George Orwell’s anti-utopian novel “1984” enjoyed a revival during the presidency of George W. Bush. Even though Orwell’s totalitarian future is now more than a quarter-century out of date, the book read like a collection of newspaper headlines. The current government in Washington also pays homage to “1984.” The recent U.S. withdrawal from Iraq can be described in Orwellian newspeak, “peace is war.”

Orwell’s other masterpiece, “Animal Farm,” is a wickedly funny look at the Bolshevik Revolution and Stalinism. But since communism has collapsed and its hypocrisies and evils have been condemned by most thinking persons inside and outside Russia, there seems little point in revisiting this work.

Not so. Published in 1945, “Animal Farm” satirizes Soviet history through World War II but also takes it far into the future. With extraordinary prescience, it paints a picture of post-Communist Russia that is extremely accurate even for our own times.

The book’s allegorical plot is deceptively simple. Fed up with appalling conditions at Farmer Jones’ Manor Farm, barnyard animals rise up, expel humans and rename the place Animal Farm, setting up an all-beast republic under the leadership of the pigs. Eventually, the animal paradise turns into an oppressive dictatorship.

The parallels are transparent. The pigs, who arrogate a supervisory role, are clearly Communist Party officials. The dogs, who protect the pigs and terrorize other animals, are state security personnel, the siloviki. After the animals repel a bloody invasion by humans, both pigs and dogs grow extremely numerous and fat, while other animals work hard and eat less and less.

But the real clincher comes at the end, when the pigs abandon their animalistic ideology, learn to walk on hind legs and begin to trade with humans, buying luxuries for themselves. They bring back religion and restore the old Manor Farm name — just as the Soviet Union has been renamed the Russian Federation.

Since the establishment of the Bolshevik state, Russia’s history has been the story of the rise of bureaucracy. Freed from the constant threat of purges by Stalin’s death, the Soviet bureaucracy grew increasingly corrupt under the leadership of Leonid Brezhnev, but for a while had to settle for relatively puny bribes and shoddy Soviet goods. In the 1990s, moreover, the bureaucrats were briefly eclipsed by the new class of private-sector oligarchs. Since Vladimir Putin became president in 2000, bureaucrats have rallied as never before. On the wave of mind-boggling corruption and crony deals, they’ve now joined the world’s moneyed elites —precisely as Orwell predicted.

What Orwell failed to foresee is that the pigs’ golden age would dawn when the dogs — the siloviki —took control of Russia.

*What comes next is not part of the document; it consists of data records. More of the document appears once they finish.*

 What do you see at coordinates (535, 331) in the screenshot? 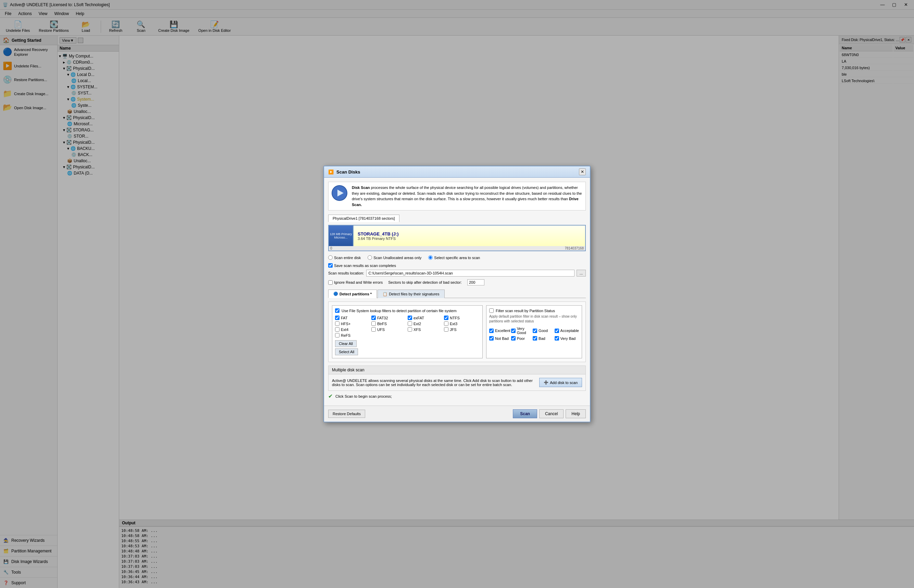
I see `status-good-checkbox` at bounding box center [535, 331].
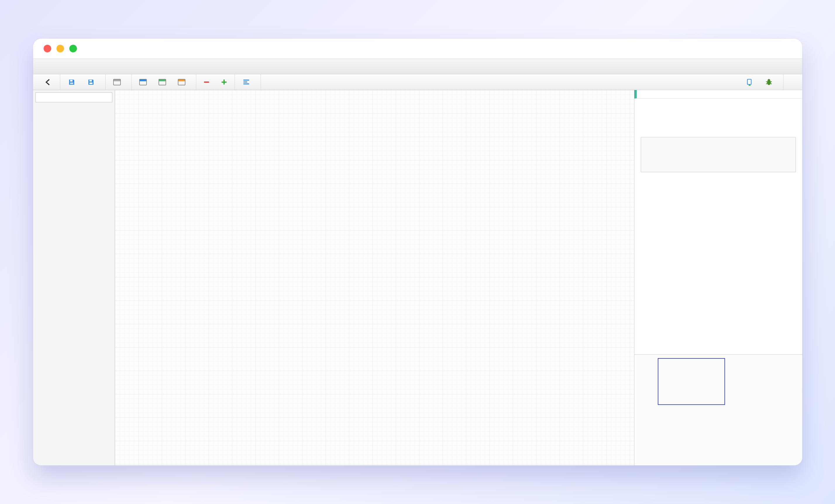 The image size is (835, 504). What do you see at coordinates (224, 82) in the screenshot?
I see `zoom-in-button: +` at bounding box center [224, 82].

“Animal Farm” is truly an angry book. It was banned in the Soviet Union. Anyone caught with the novel faced criminal charges. I first came across it in 1972 in a samizdat translation. I had an hour to read a dog-eared carbon copy, my heart pounding the entire time. Fifteen years old at the time, I then had to recount the plot several times to my parents’ friends.

The full text, of course, is now freely available in Russia. The Kremlin clearly has little to worry about. While the Communist leadership feared for their lives — that if millions of Soviets read Orwell’s works, they might rebel — it is not so today. In post-Communist Russia, the dogs and the pigs clearly regard their countrymen as a bunch of sheep.

Alexei Bayer, a native Muscovite, is a New York-based economist.

The views expressed in opinion pieces do not necessarily reflect the position of The Moscow Times.